Tap Water

Once we went to dine with our friends to a restaurant at Park Plaza Westminster Bridge. One of them asked the waiter to bring a glass of tap water. With all my experience, proficiency and open mind I froze for the moment with my mouth open wide. What did she mean? Was it another brand of mineral water? Still or sparkling?

My husband asked directly: Are you really going to drink the water from the tap? The answer was: Yes. What's wrong? It's quite safe. And then I started thinking how I would deal with this situation if I had to translate it.

For instance, if I were to translate it into Hebrew, the considerations would be as follows: in every park, in the streets, at schools, in many public places there are drinking fountains. So kids and not only kids really drink tap water. But in the offices, at the hospitals, coffee shops there are either filters or mineral water dispensers. So while our kids at school drink tap water, we in the offices drink mineral or at least filtered water. In a coffee-shop you can get a complimentary glass of water with your black coffee and you are sure it's not from the tap.

Now another example. In New York in every restaurant we entered we were offered a jar of water. With ice. Even in winter. Before the menu. How possible at a restaurant to ask for water if it comes without saying before you even see the menu.

If I were to translate the situation into Russian, the thoughts of the audience would split into these three. What kind of low people she belonged to if she asked for tap water instead of a bottle of Evian or Perrier? What a low level restaurant it was if they agreed to serve tap water. How ignorant she was to neglect the dangers to her health.

Russians will not think for a moment that tap water can be safe enough because in their reality even the rich houses are connected to the same rusty tubes of running water system. Israelis will not pay attention because they all are educated to drink much because of the climate. And New Yorkers will not understand why one should ask for water if it is brought by default.

So I am sure absolute majority of translators in this situation would say "the lady ordered some water" or "asked to bring her some water". Without any details. And that's the difference between translation and localization.

That's why the "Diaries of Bridget Jones" are lost in translation. "The Friends" make absolutely idiotic impression if they speak from the screen other languages than English. The "English" husband of Anna Karenina is so tolerant and understands what women want much better than Mel Gibson does while her original "Russian" husband was more of a cruel tyrant.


## HOW TO COMPLETE THIS TASK
Scan the records for the word "size". Report each line where it occurs.

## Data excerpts
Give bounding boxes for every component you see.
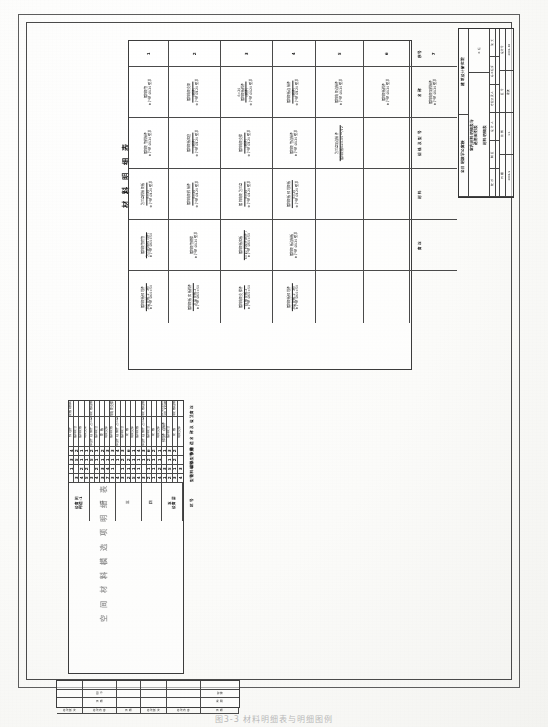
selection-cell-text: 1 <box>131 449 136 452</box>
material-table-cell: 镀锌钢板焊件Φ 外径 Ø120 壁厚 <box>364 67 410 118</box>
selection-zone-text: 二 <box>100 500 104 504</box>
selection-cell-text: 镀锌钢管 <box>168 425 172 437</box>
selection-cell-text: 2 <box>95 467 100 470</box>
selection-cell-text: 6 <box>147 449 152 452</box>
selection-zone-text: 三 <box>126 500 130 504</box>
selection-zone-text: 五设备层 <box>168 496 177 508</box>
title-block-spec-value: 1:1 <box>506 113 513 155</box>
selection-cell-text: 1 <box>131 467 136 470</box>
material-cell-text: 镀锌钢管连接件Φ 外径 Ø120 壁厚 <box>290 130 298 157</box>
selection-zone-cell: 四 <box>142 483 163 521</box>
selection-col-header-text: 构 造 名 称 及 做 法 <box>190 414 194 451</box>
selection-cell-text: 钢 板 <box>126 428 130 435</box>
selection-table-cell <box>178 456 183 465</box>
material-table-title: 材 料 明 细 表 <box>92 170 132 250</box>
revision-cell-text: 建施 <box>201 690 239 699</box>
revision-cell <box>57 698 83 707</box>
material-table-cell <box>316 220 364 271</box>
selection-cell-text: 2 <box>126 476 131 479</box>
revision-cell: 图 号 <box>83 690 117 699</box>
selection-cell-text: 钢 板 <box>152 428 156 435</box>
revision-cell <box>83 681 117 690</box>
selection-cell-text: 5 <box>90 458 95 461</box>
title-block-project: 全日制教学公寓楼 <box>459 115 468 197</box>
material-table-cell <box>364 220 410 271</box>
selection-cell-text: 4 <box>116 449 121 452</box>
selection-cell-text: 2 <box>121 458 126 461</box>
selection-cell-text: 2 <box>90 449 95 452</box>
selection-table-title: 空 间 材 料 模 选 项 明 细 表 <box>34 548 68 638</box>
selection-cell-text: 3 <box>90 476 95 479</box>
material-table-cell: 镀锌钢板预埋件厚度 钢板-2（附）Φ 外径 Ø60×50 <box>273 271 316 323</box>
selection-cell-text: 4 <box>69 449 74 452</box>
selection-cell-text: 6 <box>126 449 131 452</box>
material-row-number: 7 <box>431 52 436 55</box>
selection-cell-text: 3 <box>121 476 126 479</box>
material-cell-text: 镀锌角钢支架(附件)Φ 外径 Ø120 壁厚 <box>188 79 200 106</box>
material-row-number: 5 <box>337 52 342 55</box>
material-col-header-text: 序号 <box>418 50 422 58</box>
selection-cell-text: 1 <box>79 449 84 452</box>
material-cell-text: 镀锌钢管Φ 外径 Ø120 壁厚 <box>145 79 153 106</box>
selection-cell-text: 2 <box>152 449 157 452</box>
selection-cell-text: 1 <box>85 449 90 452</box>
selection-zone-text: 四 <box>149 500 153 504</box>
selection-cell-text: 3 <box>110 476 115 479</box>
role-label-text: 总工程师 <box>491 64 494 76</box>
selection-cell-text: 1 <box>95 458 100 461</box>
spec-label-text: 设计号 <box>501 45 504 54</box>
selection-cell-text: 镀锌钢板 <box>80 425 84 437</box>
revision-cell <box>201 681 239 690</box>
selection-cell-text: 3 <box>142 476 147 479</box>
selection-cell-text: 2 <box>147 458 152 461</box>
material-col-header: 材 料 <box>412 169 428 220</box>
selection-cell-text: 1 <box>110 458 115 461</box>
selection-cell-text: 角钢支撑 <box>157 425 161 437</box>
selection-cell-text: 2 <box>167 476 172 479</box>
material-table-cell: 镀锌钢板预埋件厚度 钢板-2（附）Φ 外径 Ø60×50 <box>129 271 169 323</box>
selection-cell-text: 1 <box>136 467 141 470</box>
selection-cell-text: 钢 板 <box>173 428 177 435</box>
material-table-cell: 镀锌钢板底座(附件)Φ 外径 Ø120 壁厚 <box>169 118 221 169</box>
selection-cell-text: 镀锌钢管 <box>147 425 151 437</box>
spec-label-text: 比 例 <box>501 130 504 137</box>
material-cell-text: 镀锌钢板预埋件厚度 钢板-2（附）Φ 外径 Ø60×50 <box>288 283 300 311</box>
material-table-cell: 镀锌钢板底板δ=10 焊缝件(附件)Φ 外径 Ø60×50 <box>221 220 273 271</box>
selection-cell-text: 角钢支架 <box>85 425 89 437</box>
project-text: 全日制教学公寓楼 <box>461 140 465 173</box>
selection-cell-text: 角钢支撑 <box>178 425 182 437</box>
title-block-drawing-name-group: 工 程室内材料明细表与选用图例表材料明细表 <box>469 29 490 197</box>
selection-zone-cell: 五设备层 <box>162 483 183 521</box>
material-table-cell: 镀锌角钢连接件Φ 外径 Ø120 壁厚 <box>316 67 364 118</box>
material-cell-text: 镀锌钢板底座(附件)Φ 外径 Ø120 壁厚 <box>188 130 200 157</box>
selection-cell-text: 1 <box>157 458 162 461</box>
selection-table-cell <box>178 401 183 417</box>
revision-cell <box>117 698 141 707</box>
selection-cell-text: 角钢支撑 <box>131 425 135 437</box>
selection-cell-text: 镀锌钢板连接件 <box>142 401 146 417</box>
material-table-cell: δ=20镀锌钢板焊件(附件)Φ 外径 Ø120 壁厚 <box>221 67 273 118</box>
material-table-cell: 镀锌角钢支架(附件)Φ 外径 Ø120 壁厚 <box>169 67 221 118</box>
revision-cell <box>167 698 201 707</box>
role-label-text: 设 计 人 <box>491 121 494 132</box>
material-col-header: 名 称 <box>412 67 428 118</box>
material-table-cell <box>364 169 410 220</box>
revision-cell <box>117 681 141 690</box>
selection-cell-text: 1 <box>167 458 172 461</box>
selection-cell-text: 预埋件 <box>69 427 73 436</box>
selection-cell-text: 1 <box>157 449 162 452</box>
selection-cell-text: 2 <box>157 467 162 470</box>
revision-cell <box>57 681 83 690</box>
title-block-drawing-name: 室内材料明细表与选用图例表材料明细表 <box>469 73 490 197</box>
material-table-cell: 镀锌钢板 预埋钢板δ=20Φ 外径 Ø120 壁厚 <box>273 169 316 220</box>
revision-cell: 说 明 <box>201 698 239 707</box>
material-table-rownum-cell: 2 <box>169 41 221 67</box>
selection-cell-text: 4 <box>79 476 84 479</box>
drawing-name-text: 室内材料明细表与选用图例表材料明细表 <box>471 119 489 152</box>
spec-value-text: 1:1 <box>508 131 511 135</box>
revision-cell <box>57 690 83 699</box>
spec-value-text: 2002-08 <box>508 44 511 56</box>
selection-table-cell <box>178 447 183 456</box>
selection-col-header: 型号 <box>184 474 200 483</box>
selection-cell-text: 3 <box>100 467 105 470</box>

...

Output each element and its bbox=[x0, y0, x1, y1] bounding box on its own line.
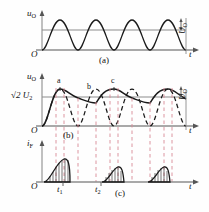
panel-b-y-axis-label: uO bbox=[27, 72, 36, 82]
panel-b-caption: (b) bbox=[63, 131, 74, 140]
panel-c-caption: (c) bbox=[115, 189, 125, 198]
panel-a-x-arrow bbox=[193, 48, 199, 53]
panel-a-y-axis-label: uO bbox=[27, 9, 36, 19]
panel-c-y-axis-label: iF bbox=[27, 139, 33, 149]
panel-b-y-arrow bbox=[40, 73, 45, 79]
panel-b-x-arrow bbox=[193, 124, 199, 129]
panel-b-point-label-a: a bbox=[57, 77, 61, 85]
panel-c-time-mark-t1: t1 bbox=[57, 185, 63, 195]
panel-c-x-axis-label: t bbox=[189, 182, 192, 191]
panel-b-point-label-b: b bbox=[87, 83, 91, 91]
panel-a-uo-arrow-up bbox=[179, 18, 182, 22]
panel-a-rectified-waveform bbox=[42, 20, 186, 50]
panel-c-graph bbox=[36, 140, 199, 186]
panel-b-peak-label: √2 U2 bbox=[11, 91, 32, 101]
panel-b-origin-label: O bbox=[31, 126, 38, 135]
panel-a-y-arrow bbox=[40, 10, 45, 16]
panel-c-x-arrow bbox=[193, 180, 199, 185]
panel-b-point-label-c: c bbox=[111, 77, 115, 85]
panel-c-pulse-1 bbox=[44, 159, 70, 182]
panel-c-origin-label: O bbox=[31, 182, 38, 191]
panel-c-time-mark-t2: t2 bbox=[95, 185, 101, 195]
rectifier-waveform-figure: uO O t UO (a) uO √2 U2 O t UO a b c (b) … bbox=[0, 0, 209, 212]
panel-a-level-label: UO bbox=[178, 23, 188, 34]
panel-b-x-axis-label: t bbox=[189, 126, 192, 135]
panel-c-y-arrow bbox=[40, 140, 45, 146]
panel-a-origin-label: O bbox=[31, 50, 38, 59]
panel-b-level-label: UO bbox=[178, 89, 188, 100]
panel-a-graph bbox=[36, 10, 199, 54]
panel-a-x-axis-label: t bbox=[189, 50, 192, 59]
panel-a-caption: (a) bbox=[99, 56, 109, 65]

==

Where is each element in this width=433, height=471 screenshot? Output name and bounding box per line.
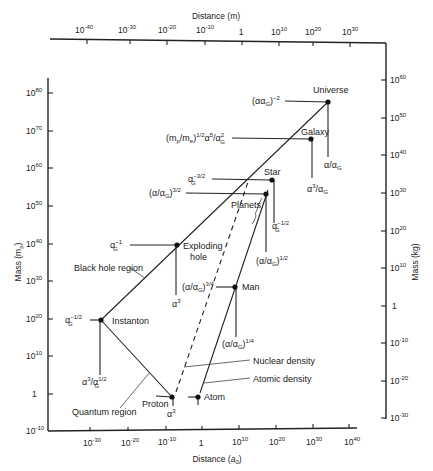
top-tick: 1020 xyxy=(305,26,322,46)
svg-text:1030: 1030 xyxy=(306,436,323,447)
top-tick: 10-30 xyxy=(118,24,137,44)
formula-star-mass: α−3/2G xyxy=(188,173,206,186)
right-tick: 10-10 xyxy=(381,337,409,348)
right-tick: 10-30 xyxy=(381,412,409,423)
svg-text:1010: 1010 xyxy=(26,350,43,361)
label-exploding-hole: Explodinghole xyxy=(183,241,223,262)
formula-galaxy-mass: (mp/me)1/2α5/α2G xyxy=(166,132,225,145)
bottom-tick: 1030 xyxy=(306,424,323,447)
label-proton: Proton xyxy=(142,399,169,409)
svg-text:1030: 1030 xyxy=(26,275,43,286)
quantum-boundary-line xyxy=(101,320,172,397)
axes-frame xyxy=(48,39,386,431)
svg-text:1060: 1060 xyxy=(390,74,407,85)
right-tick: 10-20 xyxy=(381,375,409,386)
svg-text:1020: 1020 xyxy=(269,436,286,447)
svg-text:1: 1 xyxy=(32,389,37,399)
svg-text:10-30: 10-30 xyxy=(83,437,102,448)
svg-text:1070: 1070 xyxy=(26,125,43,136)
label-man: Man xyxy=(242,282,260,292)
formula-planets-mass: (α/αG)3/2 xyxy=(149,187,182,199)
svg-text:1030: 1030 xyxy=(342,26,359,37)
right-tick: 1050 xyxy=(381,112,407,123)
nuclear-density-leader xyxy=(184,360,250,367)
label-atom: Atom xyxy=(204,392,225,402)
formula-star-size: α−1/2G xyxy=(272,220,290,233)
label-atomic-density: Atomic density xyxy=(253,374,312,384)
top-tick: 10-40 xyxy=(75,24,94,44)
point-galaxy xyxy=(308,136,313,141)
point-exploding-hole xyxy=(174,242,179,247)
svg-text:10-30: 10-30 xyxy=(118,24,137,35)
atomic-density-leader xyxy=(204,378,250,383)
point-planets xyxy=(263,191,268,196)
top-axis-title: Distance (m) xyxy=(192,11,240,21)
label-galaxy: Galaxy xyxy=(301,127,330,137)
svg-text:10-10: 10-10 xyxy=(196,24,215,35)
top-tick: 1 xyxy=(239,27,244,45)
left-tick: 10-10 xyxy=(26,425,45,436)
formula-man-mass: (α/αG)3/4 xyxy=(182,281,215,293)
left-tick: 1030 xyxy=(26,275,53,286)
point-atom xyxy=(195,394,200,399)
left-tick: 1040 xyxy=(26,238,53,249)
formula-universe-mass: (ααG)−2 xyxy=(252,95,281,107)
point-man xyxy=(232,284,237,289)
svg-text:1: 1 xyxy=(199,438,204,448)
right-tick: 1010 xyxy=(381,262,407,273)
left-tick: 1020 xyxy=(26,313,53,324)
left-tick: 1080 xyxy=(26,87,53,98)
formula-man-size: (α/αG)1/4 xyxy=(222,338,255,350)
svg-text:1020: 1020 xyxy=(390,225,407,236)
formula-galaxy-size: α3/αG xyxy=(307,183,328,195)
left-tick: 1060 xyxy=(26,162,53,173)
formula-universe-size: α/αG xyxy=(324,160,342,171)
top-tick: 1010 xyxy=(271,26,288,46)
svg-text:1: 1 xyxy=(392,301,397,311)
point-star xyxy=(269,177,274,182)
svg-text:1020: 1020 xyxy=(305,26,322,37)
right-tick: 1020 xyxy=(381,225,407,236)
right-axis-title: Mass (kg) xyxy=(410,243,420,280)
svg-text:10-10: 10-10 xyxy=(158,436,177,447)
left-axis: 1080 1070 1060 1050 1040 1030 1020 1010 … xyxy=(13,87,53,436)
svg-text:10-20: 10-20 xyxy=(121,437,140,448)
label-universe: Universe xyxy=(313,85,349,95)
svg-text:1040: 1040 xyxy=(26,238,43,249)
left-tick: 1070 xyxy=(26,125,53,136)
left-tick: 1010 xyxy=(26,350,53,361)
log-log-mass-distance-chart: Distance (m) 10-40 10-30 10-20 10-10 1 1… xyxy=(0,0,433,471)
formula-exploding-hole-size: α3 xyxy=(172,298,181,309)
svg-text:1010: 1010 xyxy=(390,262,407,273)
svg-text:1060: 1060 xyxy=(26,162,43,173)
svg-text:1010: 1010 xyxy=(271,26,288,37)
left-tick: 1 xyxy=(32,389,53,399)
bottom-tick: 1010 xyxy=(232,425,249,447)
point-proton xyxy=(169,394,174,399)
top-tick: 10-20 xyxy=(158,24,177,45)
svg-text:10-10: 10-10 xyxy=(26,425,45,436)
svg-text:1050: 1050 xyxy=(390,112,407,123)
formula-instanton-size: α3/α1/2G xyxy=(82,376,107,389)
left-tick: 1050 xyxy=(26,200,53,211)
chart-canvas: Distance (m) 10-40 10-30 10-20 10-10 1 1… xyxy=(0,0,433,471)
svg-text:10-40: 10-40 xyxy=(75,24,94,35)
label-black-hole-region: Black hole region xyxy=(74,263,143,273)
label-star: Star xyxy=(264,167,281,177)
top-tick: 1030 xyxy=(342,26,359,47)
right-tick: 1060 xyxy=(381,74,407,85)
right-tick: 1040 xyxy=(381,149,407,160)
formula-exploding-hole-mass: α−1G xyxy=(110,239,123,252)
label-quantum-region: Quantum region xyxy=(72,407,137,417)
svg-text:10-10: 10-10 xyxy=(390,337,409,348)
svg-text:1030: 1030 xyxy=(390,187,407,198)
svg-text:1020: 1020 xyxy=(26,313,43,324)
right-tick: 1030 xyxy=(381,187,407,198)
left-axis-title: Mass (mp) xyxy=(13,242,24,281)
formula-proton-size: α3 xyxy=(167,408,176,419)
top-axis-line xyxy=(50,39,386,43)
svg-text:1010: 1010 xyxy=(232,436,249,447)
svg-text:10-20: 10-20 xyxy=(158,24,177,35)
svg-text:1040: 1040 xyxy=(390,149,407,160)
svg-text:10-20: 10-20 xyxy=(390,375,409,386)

## ANSWER SPACE
formula-star-size: α−1/2G xyxy=(272,220,290,233)
formula-man-size: (α/αG)1/4 xyxy=(222,338,255,350)
formula-galaxy-size: α3/αG xyxy=(307,183,328,195)
formula-universe-size: α/αG xyxy=(324,160,342,171)
formula-exploding-hole-size: α3 xyxy=(172,298,181,309)
formula-instanton-size: α3/α1/2G xyxy=(82,376,107,389)
formula-proton-size: α3 xyxy=(167,408,176,419)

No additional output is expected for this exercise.